In the end, the forestry minister, backtracking on the previous in-principle permit handed out by his ministry, said that a study team had just found that the land was not suitable for sugar-cane after all. Too hilly, he told the media. The stated reason may seem like grasping for any plausible excuse to cover one’s back, but it meant he would not be signing the final permission the company needed.

So it is good news for the Aru Islanders. However, so far there are only media reports to go on, no concrete action. Other permits the company obtained at the local and provincial levels have not been canceled. And as Indonesia is in the middle of a general election, there will be a new forestry minister within a few months. Menara Group may yet survive. It is a very well connected company; its chairman, D’ai Bachtiar, is the former head of Indonesia’s police force and ambassador to Malaysia.

However, the biggest concern at the moment is what will happen next if the Menara Group’s plan is canceled, as it presently seems. One of the Menara Group’s first steps was to lobby for a change in the land-use plan, which now allows 500,000 hectares of forest to be converted to plantations. There are plenty of companies eyeballing that land, most likely to plant oil palm. The valuable timber in these primary forests alone is a big attraction to any potential investor.

One of these companies is the Nusa Ina Group. This company, which has already ravaged the north coast of Seram island with its oil palm plantations, also hoped for a large concession in Aru back in 2010; however, it was outbid by Menara Group. For some time, it has been anticipating a post-Menara Group scenario, courting Indigenous elders with some subtlety by paying for indigenous council assemblies and flying leaders to Jakarta. The campaign to Save Aru has not bothered too much about these activities; however, with the Menara Group seemingly out of the way, Nusa Ina may be poised to make some bigger moves; that is, unless the campaign to Save Aru can stop them.

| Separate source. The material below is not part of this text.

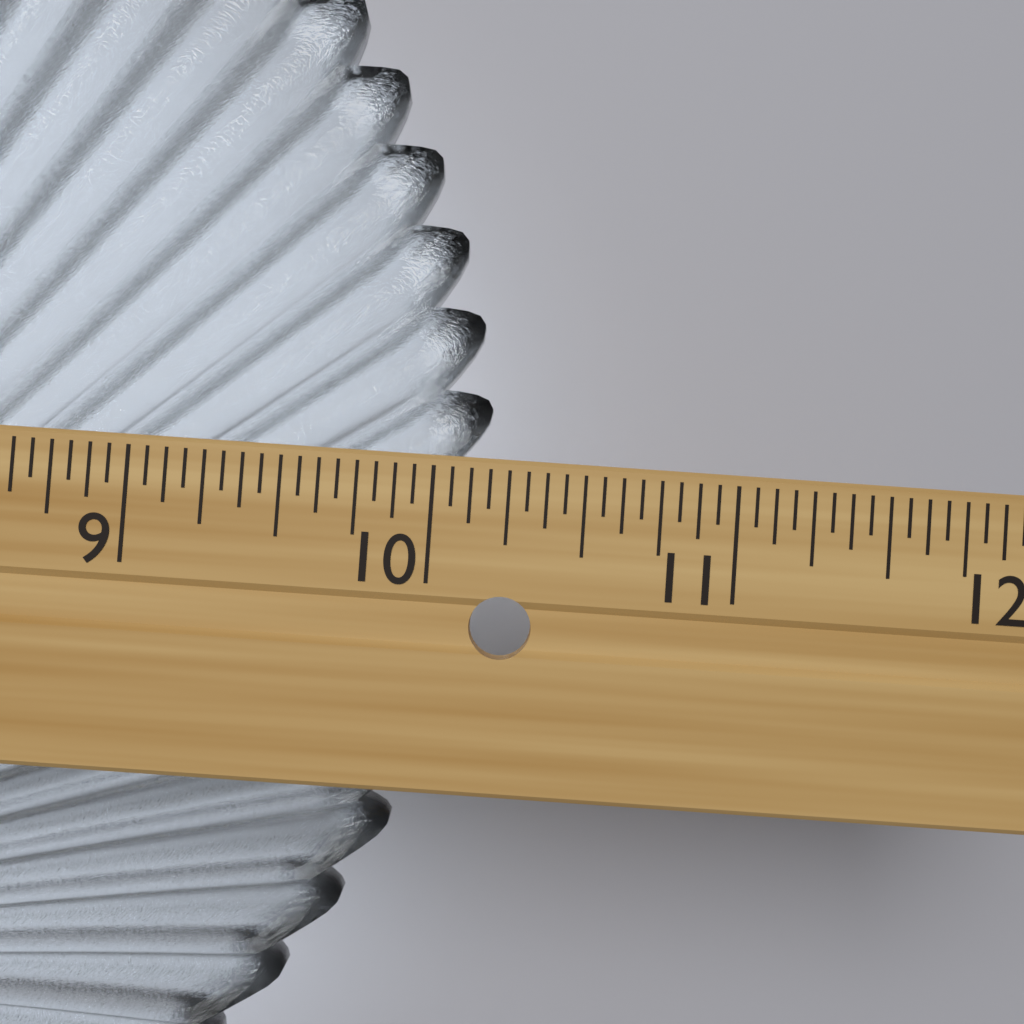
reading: 10.1875 in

The biggest challenge now is whether or not everyone can build on the momentum in Aru to secure the land of Jargaria for the long term, so that future local leaders can not be tempted by more lucrative offers from plantation companies that will only bring misery for local people.

Meanwhile, activists in the area also express the hope that the energy and creativity of the struggle to save Aru will motivate Indigenous Peoples on other nearby islands – where plantation companies are also gearing up to take over hundreds of thousands of hectares – to step up and take control of their own future instead of becoming the next victims of development.

To learn more visit: www.savearuisland.com

Selwyn Moran researches and translates news from social movements across
Indonesia, and especially West Papua. He maintains the blog awasMIFEE
(awasmifee.potager.org) which focusses on plantations and other threats from top-down development in West Papua.